Bright returns usually mean heavy rain or hail aloft, but non-weather targets (insects, sea clutter, wind farms) can also appear in raw data before quality control. Consumer mosaics simplify that complexity, which is another reason to lean on official forecasts for high-stakes decisions.

2. Beam height, range, and gaps

Radar beams climb with distance because of Earth curvature, so low-level rain far from the site can be under-sampled compared with what you feel at the surface. Mountains and buildings block beams, creating shadows on the map that are artifacts of geometry, not clear skies.

When a loop pauses or jumps, the cause may be maintenance, networking, or missing ingest for one site—absence of color is not proof that nothing is happening if other observations disagree.

3. Official information first

For severe weather, floods, or evacuation, use products from your national or local meteorological service and emergency alerts—not a general web map.
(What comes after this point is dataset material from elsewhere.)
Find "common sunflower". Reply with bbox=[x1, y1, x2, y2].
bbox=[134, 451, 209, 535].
WorldMaps3D does not issue watches or warnings.

Warnings include spatial polygons, timing, and recommended actions that a raster loop cannot replace. Treat this radar view as a supplement you use after you know whether an advisory is already in effect.
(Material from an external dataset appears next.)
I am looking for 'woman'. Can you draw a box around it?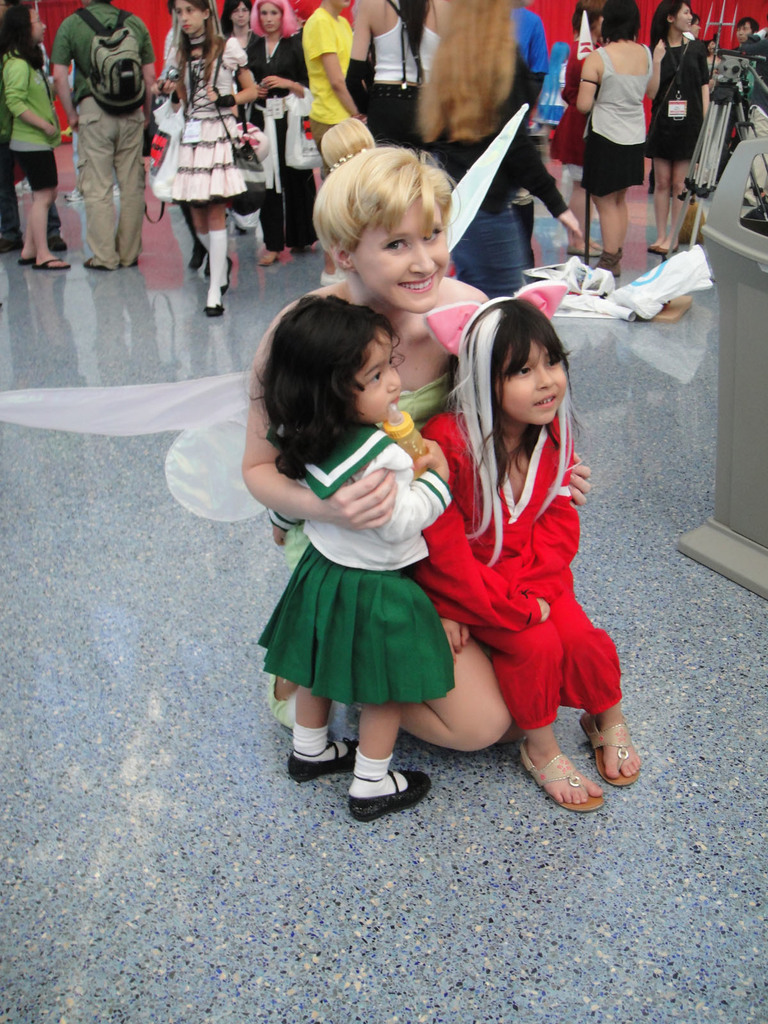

4. General science (educational)

Weather radar sends microwave pulses and listens for echoes from rain, snow, or hail. Doppler radar can measure motion toward or away from the radar along each beam. Professional forecasters use many products beyond a single color loop; this site shows a simplified consumer view.

Dual-polarization radars add extra channels to distinguish hydrometeors from clutter more reliably; public web loops rarely expose every product meteorologists rely on for warning operations.

5. Pairing tools

Use Weather Maps for broader context, then Driving Directions if you travel after checking official guidance.

Satellite basemaps help orient the storm relative to terrain, while 3D can illustrate valleys that channel wind or runoff. None of that replaces listening to local emergency managers during active events.

Time Your Move

See Where the Rain Is Heading

Open Radar Maps to time your next trip around incoming precipitation, then cross-check with Weather Maps before you go.